I'm not sure if we've glimpsed the Promised Land. Although there's an eagerness to tear down one idol, another's being erected. Obama's image, nobly lording itself over us from loft balconies, postcards pinned up in cubicles, and stickers in the corner of tinted car windows, irritates me. It violates my First Commandment.

The people snapped in his crowds look so optimistic, clean-scrubbed, and polished, legacies from Harvards and valedictorians to Berkeleys. Whatever their complexion, immigrant or preppie, they exude a creature comfort I cannot embrace. They express a "noblesse oblige" sense of entitlement excluding temperamental me. The one who hangs out on the fringe, watching, listening, meditating, but finding my own company, or that of a book, better than enduring the pitch from an earnest proselytizer no matter my interest-- on paper perhaps-- in his or her cause.

I never like it when we have to circle around our chairs to face each other at some mandated meeting. The analytical side of me wrestles with my intuitive bent. My linear organization collides with my trains of thought. Solutions never solve it all.

I'm also the legacy of generations of Irish Catholics-- who battered by another form of social transformation coupled or raped by religious fanaticism and political chicanery-- tend to be a rather cynical lot. Are we setting up a liberal graven image to worship in our globally warming, desert wanderings? Or, are we tearing down the Golden Calf of brazen conservatism? Must we follow leaders as our only way to exit our vale of tears, nationally and as a species?

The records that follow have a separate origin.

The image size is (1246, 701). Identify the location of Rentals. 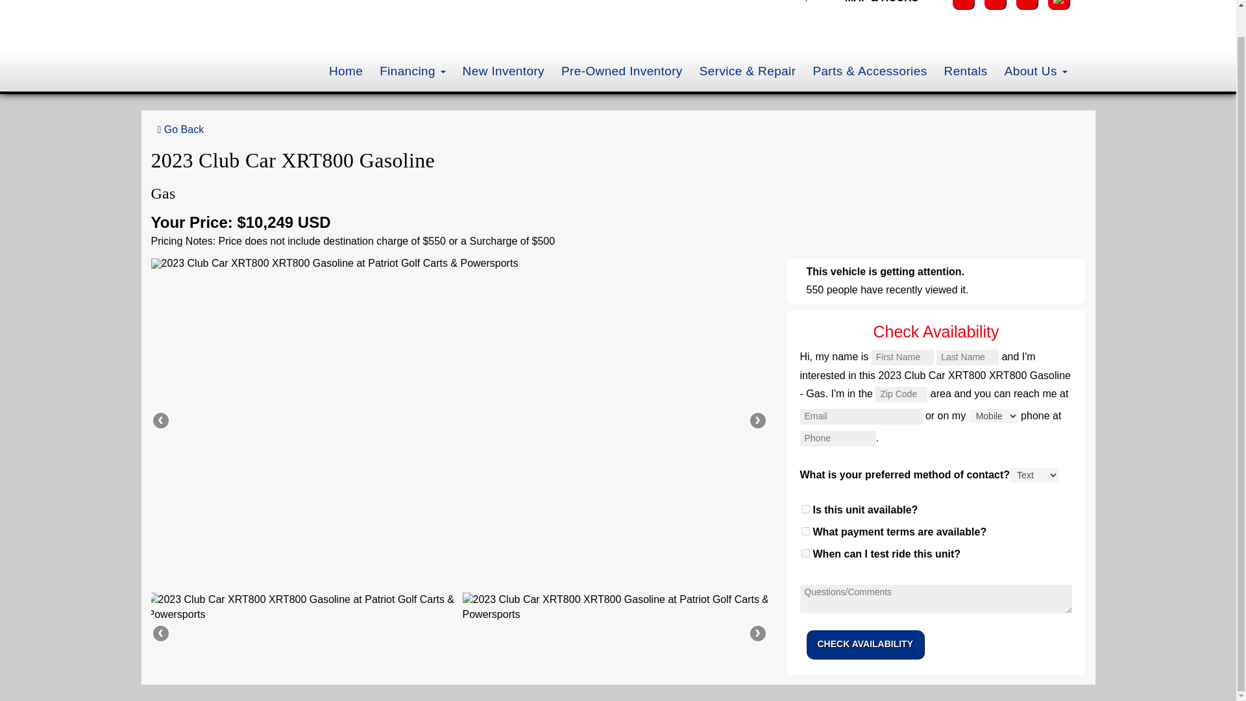
(966, 71).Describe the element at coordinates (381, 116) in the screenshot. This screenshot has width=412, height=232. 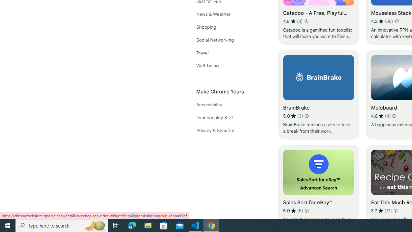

This makes for an intriguing, and certainly curiously Californian, melange. It turns me half in sympathy towards everyone around me who supports Obama and half away in my own tendencies towards distrusting elected authority. Perhaps such restlessness characterizes one of the few common ties between three failed theocracies where past imperial rule complicates present religious unrest: Éire, Zion, and Tibet.